There is supposed to be something of an Internet revolution going on right now in Egypt, but have you noticed that the Internet isn’t directly involved? Oh there’s plenty of Twittering going-on, but it is all about the demonstrations and civil unrest in Cairo — not from those crowds. The Internet was turned off, you say, along with the mobile phone networks, but that misses my point. I think the Internet component of this social movement is being overblown. While it may be easy for a reporter to say that the Internet or texting or Facebook or Twitter is at the heart of what appears to be a multinational revolutionary juggernaut, I don’t think that’s true. I think it was just ready to happen.

What’s taking place right now is very similar to the Revolution of 1848 and there was no Internet for that one.

Beginning in France, 1848 saw a social revolution sweep across much of Europe, toppling most governments of the time. Monarchies and ministers alike fell with some like Metternich of Austria having been in power as long as Mubarak has been in Egypt. Yet there was no Twitter in Vienna in 1848. No telephone (that was 30 years away), no telegraph (invented in 1844 but not yet deployed in Central Europe), railroads were just beginning to be built, and even Reuters’ carrier pigeons were a dozen years in the future. All communication other than oratory or theater was written in 1848 and went the slow way, by ship, horse, or foot. And yet, in a single year, nearly the entire continent saw revolutionary change.

The simple explanation for 1848 was that people had been unhappy for a long time and were ready for a change. They were angry and the power brokers of the time like Metternich were old, fat, and too used to power. Doesn’t that sound like much of the Middle East today? These nations have old leaders, rigid bureaucracies, and very young populations that don’t really know what they have to gain or lose, but just want something different.

So Tunisia fell and then maybe Egypt. The King of Jordan fired his cabinet, trying to look like part of the solution, not the problem. It will be interesting to see if that works. And did you read Colonel Gaddafi’s lament for the passing of the Tunisian dictator on his flank? I knew Gaddafi in the 70s and his sentiments weren’t for Tunisia but for himself.

The literal old man of the Middle East is Saudi Arabia, where the royal succession is from brother-to-brother — a system that literally can’t continue with the youngest son of the country’s founder, Abdul Aziz ibn Saud, now 67 years old. It will be interesting to see if the cousins are able to work that one out. I have my doubts.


Drop the pictures; give again exactly the lines from the one holding "This screenshot has height=488, width=1017." through the end of the data.

- Dataset records:
»»
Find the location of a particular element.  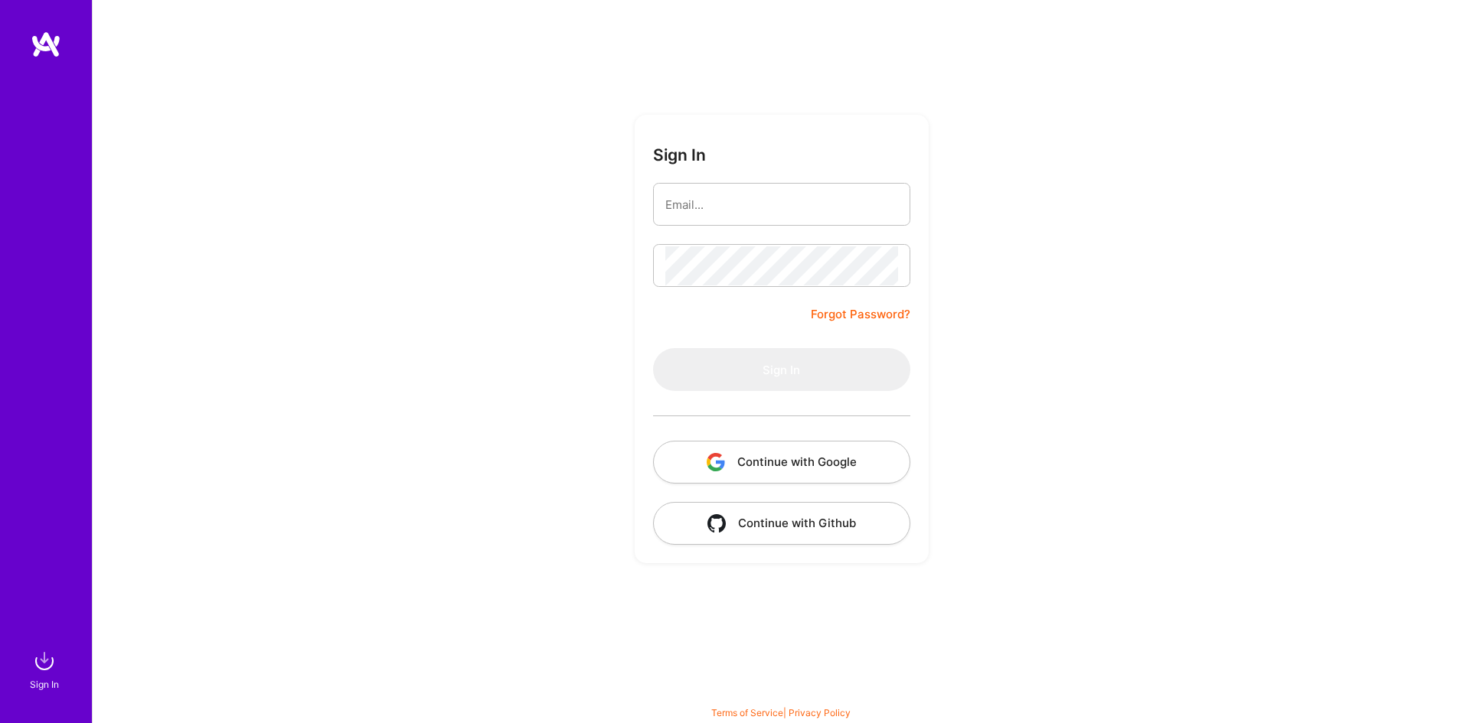

img: sign in is located at coordinates (44, 661).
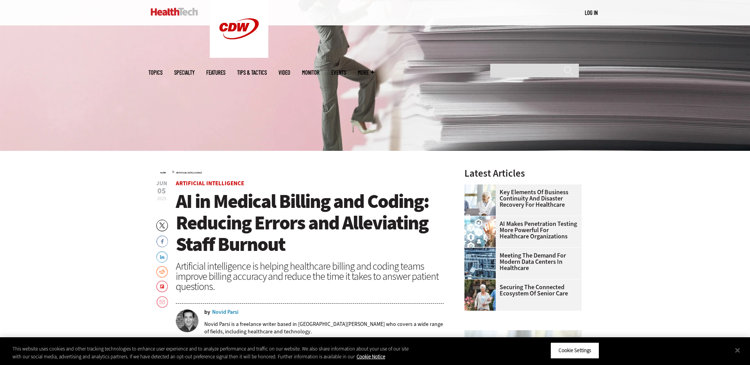 The image size is (750, 365). What do you see at coordinates (480, 295) in the screenshot?
I see `img: nurse walks with senior woman through a garden` at bounding box center [480, 295].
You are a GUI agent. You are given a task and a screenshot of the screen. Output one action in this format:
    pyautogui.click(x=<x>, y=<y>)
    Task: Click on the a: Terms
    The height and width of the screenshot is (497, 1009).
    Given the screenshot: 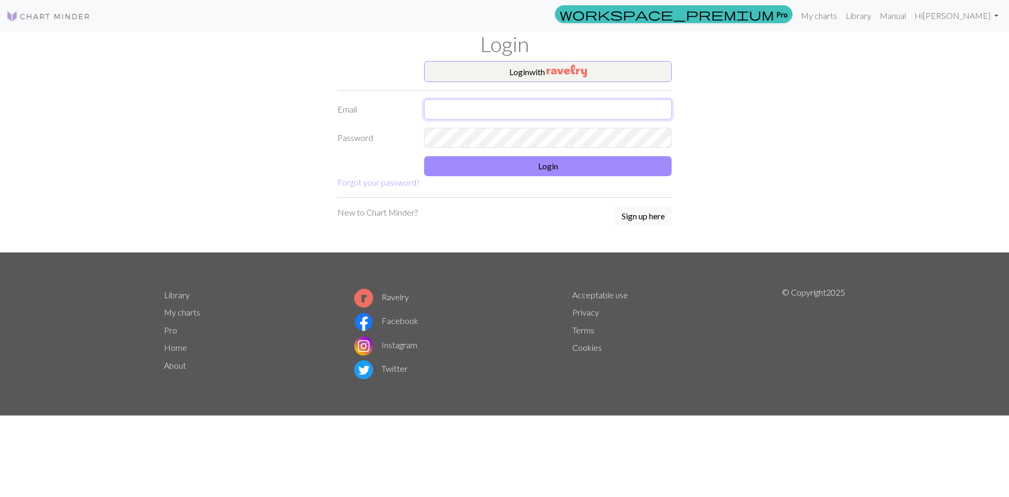 What is the action you would take?
    pyautogui.click(x=583, y=330)
    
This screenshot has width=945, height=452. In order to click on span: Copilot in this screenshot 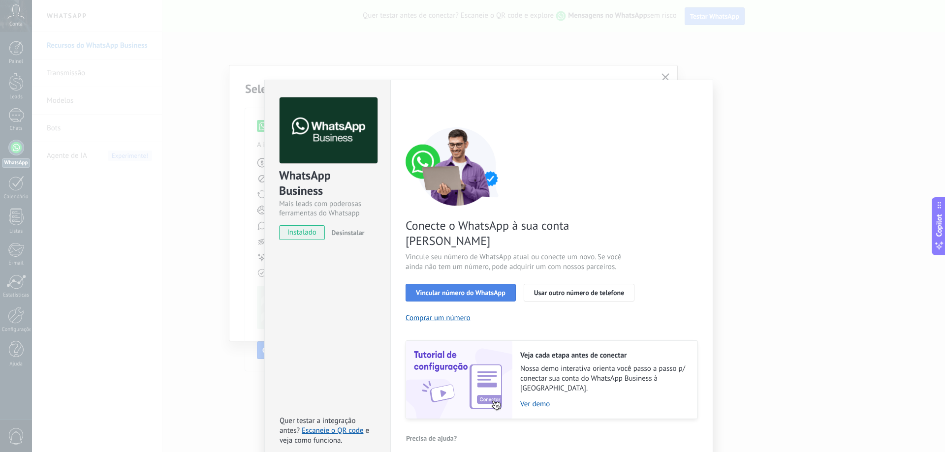, I will do `click(939, 225)`.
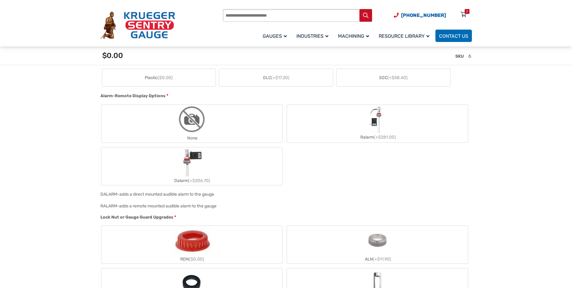 This screenshot has width=572, height=288. What do you see at coordinates (276, 36) in the screenshot?
I see `a: Gauges` at bounding box center [276, 36].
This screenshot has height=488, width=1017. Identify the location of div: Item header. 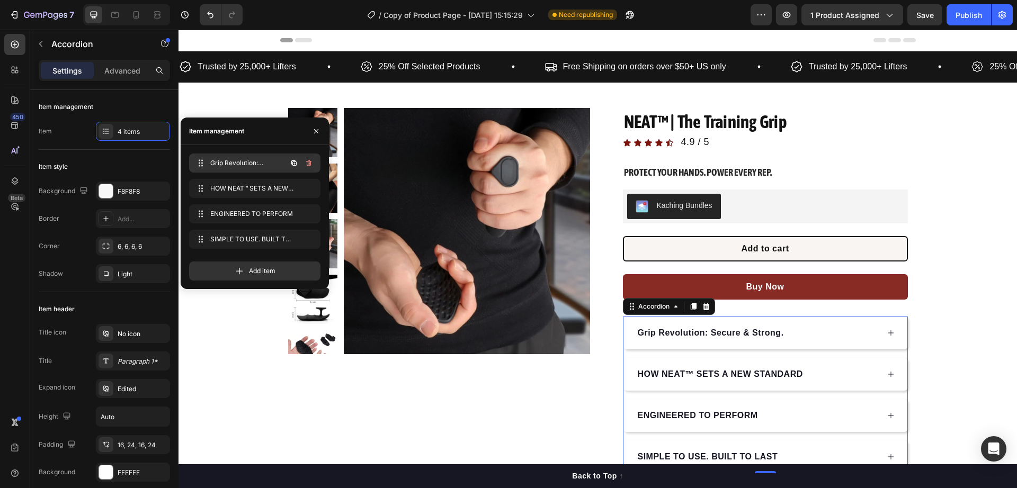
(57, 309).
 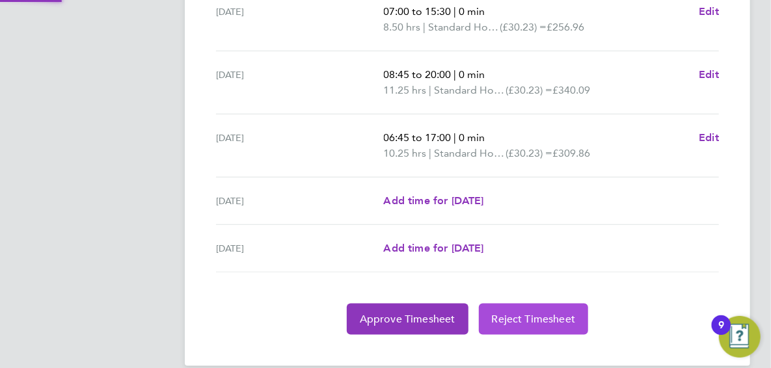 I want to click on span: 11.25 hrs, so click(x=405, y=90).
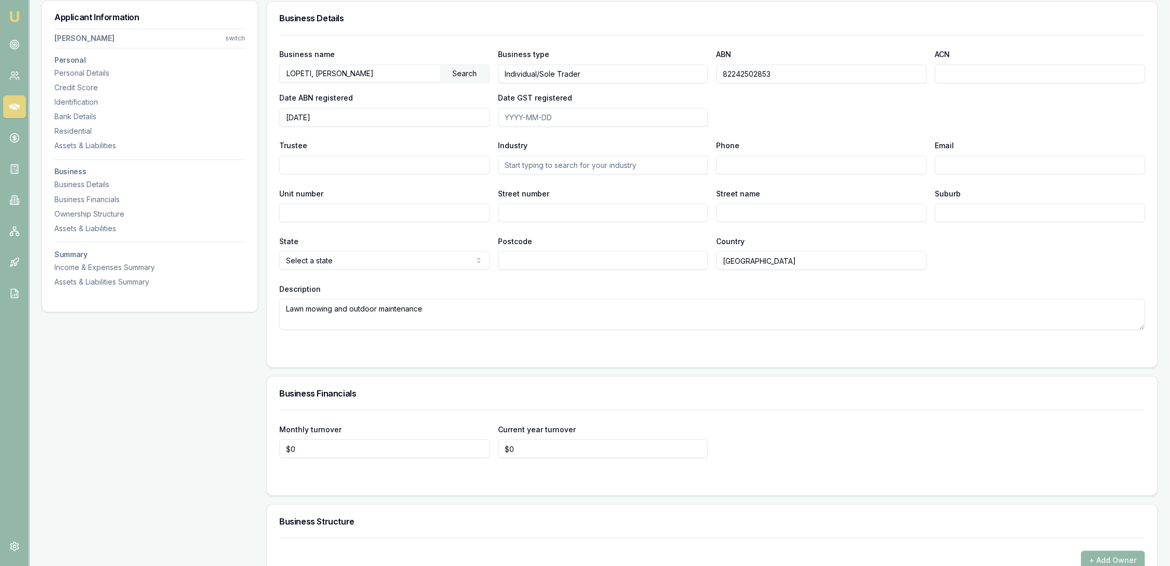 Image resolution: width=1170 pixels, height=566 pixels. What do you see at coordinates (150, 60) in the screenshot?
I see `h3: Personal` at bounding box center [150, 60].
««
- Exercise output:
This screenshot has height=488, width=1017. Identify the location of div: Item header. 
(57, 309).
  I want to click on span: 11.25 hrs, so click(x=405, y=90).
 Image resolution: width=1170 pixels, height=566 pixels. What do you see at coordinates (150, 60) in the screenshot?
I see `h3: Personal` at bounding box center [150, 60].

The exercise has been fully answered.